Finding Balance in Your Parenting Style to Help Your Adopted Child with Trauma Learn to Trust and Heal
Parenting can be challenging when you are raising an adopted child with trauma. Often, many of the popular parenting approaches, even those regarded as “biblical,” may not actually be the best methods regarding your child’s history and background. Parenting children with trauma often requires different techniques to help your child learn to trust and form healthy relationships with others.
But what constitutes the right parenting techniques for your child with trauma? In her book, The Connected Child, Karyn Purvis looks at traditional parenting styles and the techniques that you might find helpful. Here are our top takeaways from Chapter 6, in which she explores these very questions.
You Need a Willingness to Evaluate Your Parenting Style
Purvis notes that you must “honestly engage the question, ‘Am I willing to unlearn and let go of certain ways of parenting?’” Beyond that, Purvis notes that you might not only need to unlearn certain parenting techniques, but that you need a willingness to learn new techniques that bring about better results for your child.
Extreme Parenting Styles Don’t Work Well for Children with Trauma
Many popular parenting styles tend toward the extremes. On one end is Authoritarian parenting and on the other end is Permissive. Both of these parenting styles tragically compound the problems they intend to address. This can leave both parents and children feeling more frustrated, disconnected and discontent.
Authoritarian parenting focuses almost exclusively on structure. Here, misbehavior is met with more structure, including consequences and punishment. But because adopted children with trauma have lost their trust in adults, any attempts to establish authority in this harsh manner often prove ineffective. In fact, research has shown that children from homes with high structure and low nurture are more likely to engage in hard drug use and other behaviors of acting out as teens.
On the other end is permissive parenting, which focuses nearly exclusively on nurture and often ignores a child’s need for structure to learn and regulate behavior and relationships. It can be easy to fall into this parenting technique. Purvis gave an example of this seen in one parent who allowed their “child to behave in hurtful and even cruel ways because, as she said, ‘he has already been through so much I simply want to show him God’s love and grace.’” As a result of failing to set some structure, this approach also fails to bring about the lasting change parents desire to see in their children with trauma.
You Must Find Balance
Instead of using one parenting extreme or the other, you must find balance. This balance in parenting will allow you to better connect with your children who have painful histories, leading to healing and lasting, healthy connections with others. Purvis notes that this balance isn’t found by mastering the “right” parenting technique, but rather is about understanding and applying the principles of Paul’s instructions in Ephesians 6:4 to “take our children by the hand and lead them in the way of the Master” (The Message). Purvis also notes that while different translations may use slightly different terms, “the essential idea remains: as parents we are responsible for connecting with and correcting our children in a way that shows them the love of Jesus.” In other words, it is about providing a consistent balance of nurture and structure.

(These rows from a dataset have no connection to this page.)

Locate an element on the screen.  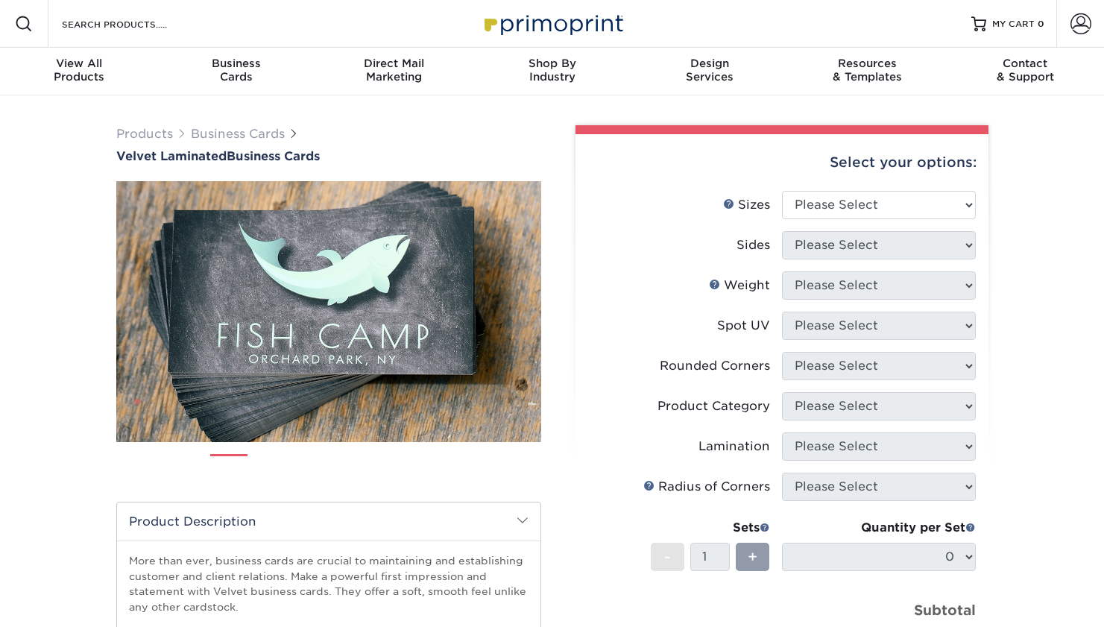
div: Sets is located at coordinates (711, 528).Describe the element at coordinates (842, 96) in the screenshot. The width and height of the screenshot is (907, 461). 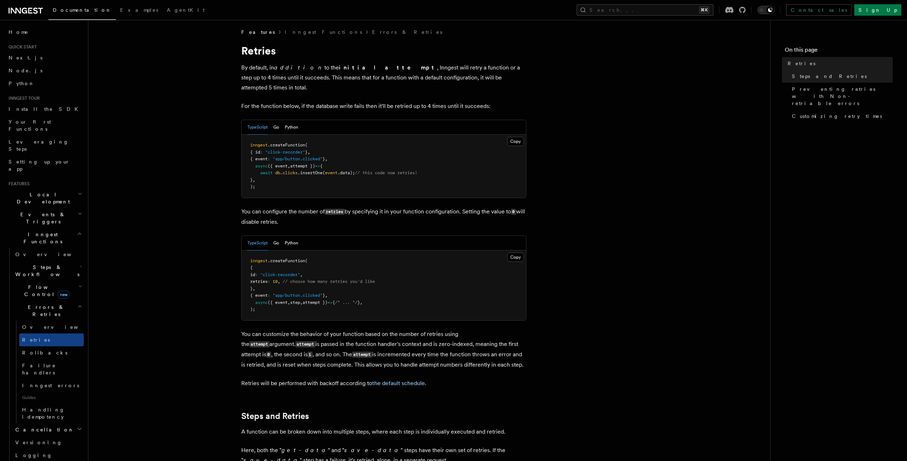
I see `span: Preventing retries with Non-retriable errors` at that location. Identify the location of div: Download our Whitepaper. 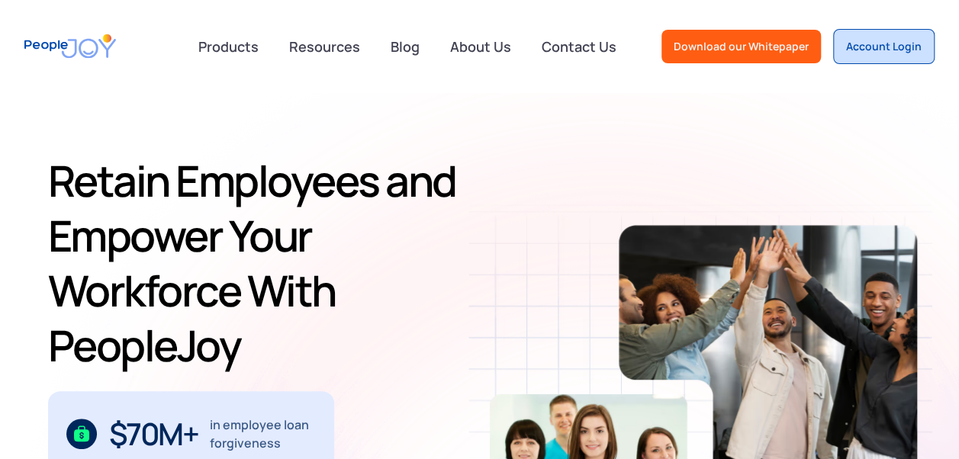
(741, 47).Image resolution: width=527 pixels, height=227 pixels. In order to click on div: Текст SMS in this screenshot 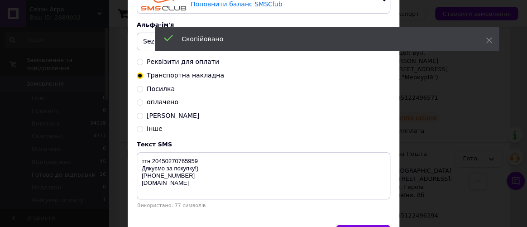, I will do `click(263, 144)`.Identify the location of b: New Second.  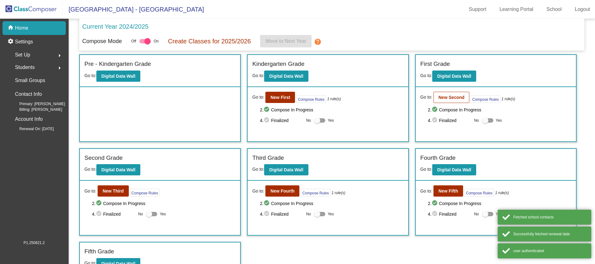
(451, 97).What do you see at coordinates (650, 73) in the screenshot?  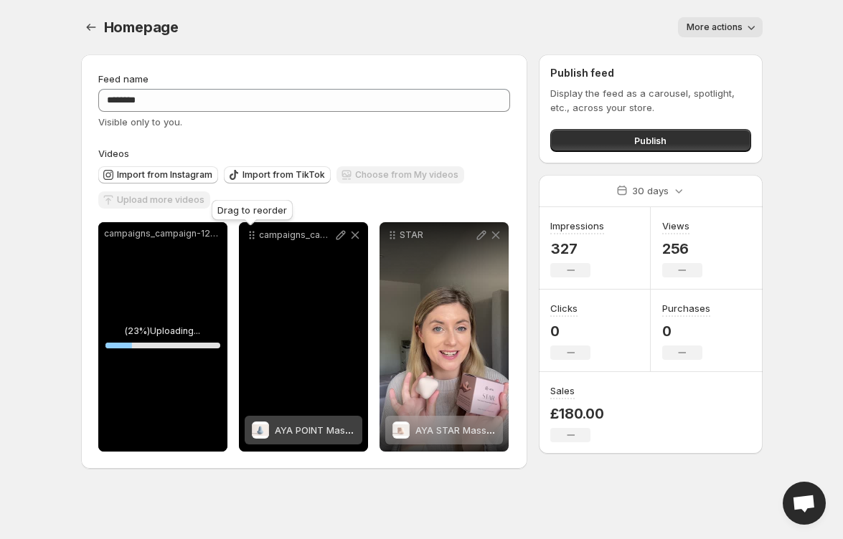 I see `h2: Publish feed` at bounding box center [650, 73].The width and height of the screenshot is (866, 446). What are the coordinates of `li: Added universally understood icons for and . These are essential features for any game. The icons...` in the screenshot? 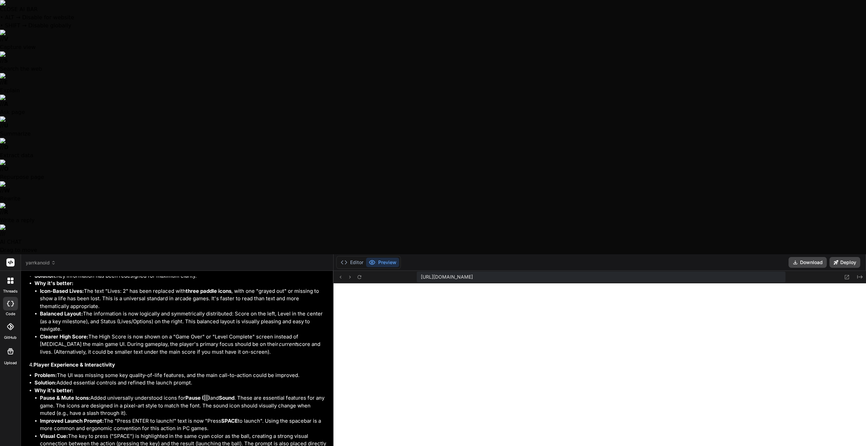 It's located at (183, 406).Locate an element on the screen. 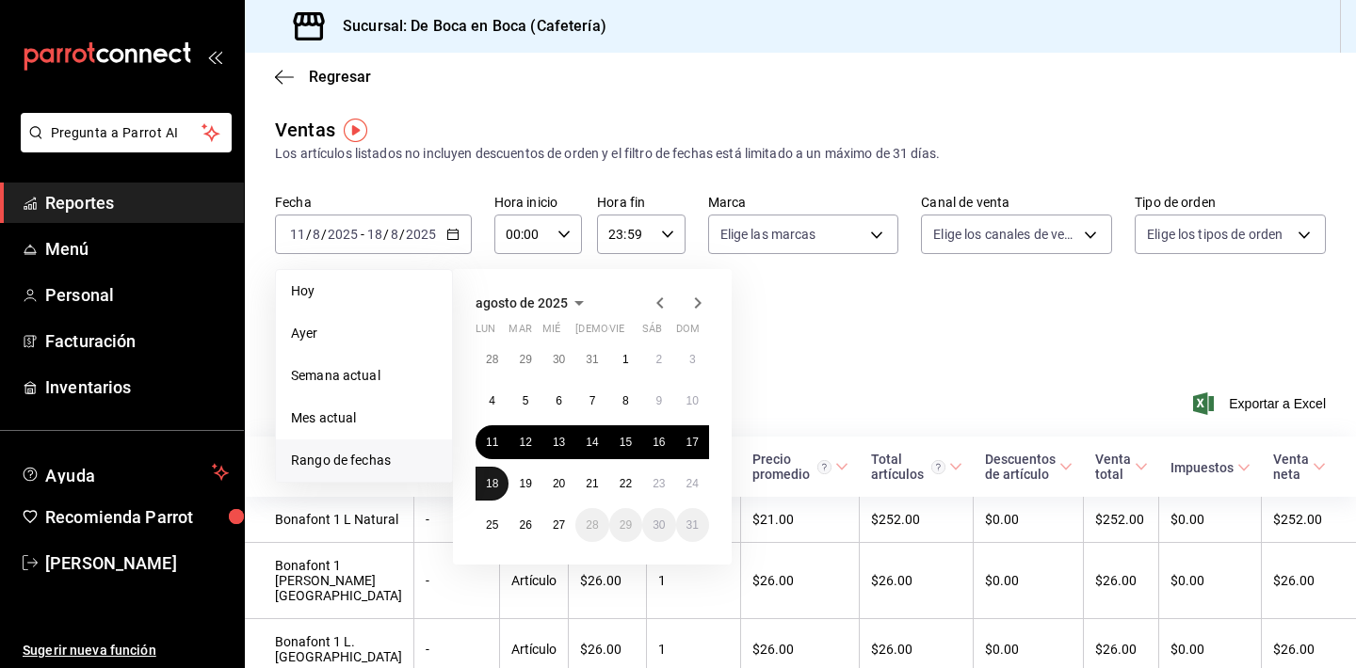  button: 31 de julio de 2025 is located at coordinates (591, 360).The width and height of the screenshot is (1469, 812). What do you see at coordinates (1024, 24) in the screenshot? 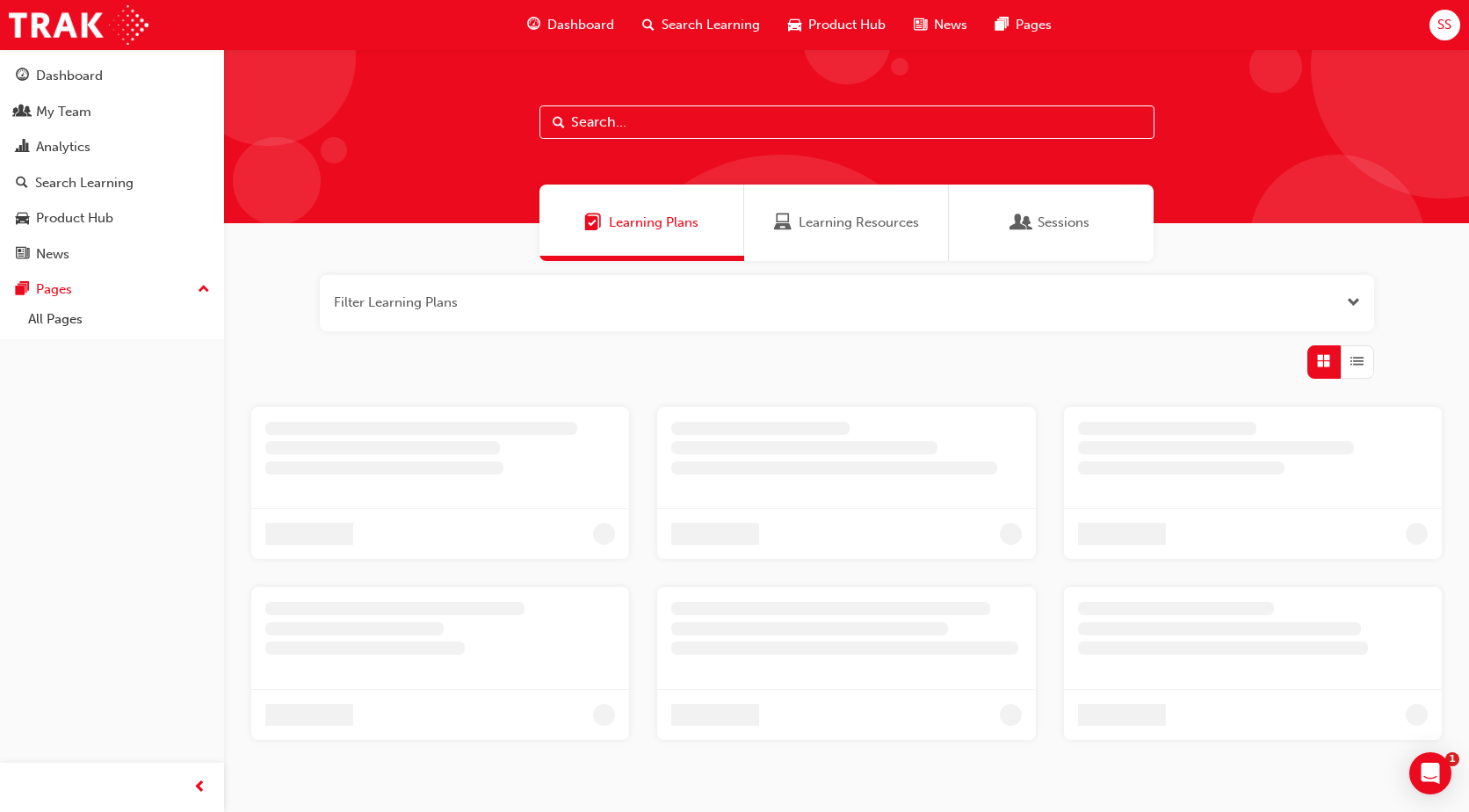
I see `a: pages-iconPages` at bounding box center [1024, 24]. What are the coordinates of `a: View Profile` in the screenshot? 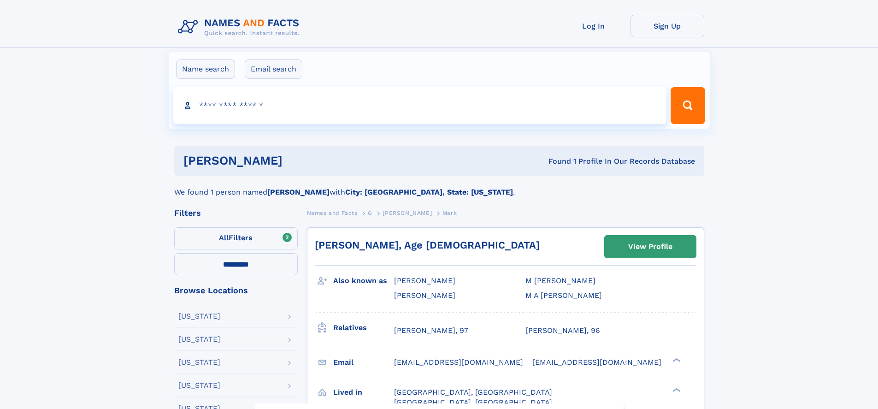 It's located at (650, 247).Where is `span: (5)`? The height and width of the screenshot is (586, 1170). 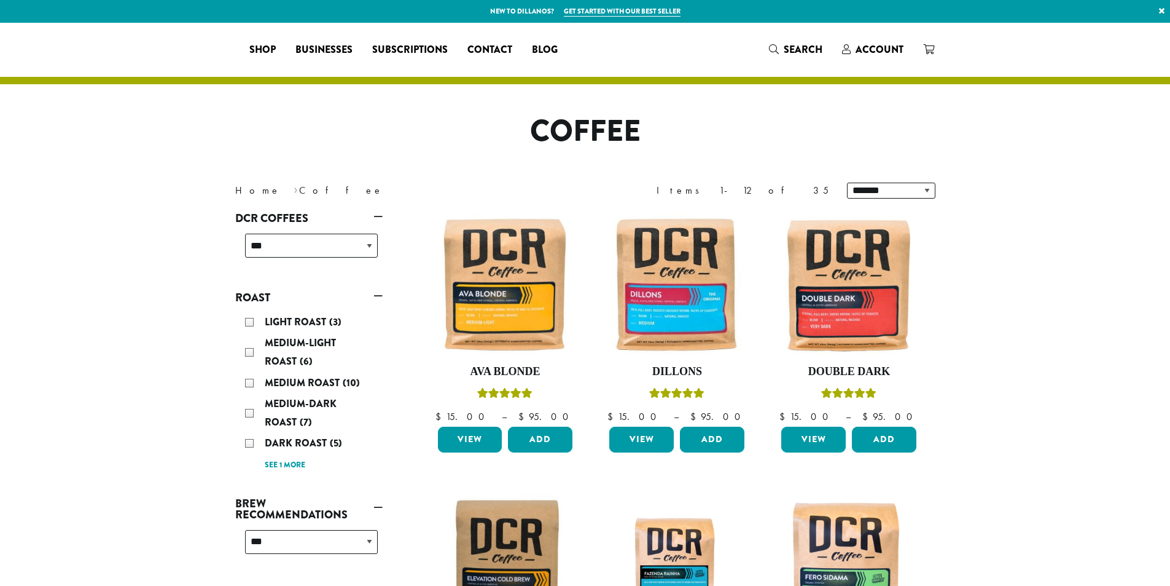 span: (5) is located at coordinates (336, 442).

This idea of a balance in parenting styles is supported by child development research, finding that children who experience an ideal balance are at lower risk for poor behaviors in adolescence. This balance in techniques is known as authoritative parenting, and is rooted in the conviction that the Law (structure) is our teacher and that Grace (nurture) is our guide. In fact, this balance is how God relates to us, His children. His tender mercies nurture us while His guiding hand directs and corrects us is his structure.
“God is kind, but he’s not soft. In kindness he takes us firmly by the hand and leads us into a radical life-change.” (Romans 2:4, The Message)
Learn New Ways to Relate
Besides discarding or unlearning certain parenting techniques, you will also need to learn new ways to connect with and relate to your adopted child with trauma. In The Connected Child, Purvis believes that this “new way” of relating to your children is “learning and applying the IDEAL response and using Re-Do’s to correct misbehavior.” IDEAL stands for:
I – Immediate
D – Direct
E – Efficient
A – Action-based
L – Leveled at the behavior (not at the child)
Opportunity for a Second Chance
There is a beautiful example of Jesus giving Peter an opportunity to try again, found in John 18 and 21. These Biblical passages exemplify both the human condition of sin and weakness but also of grace and mercy. And as Purvis notes, they also serve as a great model for us as followers of Christ and as parents. It is a reminder that we, as parents, should be just as intentional in offering our children with trauma an opportunity to “try it again.” This can be a great way to correct behavior, particularly for less serious behaviors, and guide your children to learning to do the right thing. It also offers us the opportunity as parents to give praise and encouragement to our children once they re-do the task or follow the instruction. These outcomes can then help to deepen our connections with our children as well.
Conclusion
Remember, it’s not about using what is considered a popular parenting technique because everyone else uses them. Rather, it’s about finding balance and using those techniques that actually help your child with trauma to heal and learn to trust.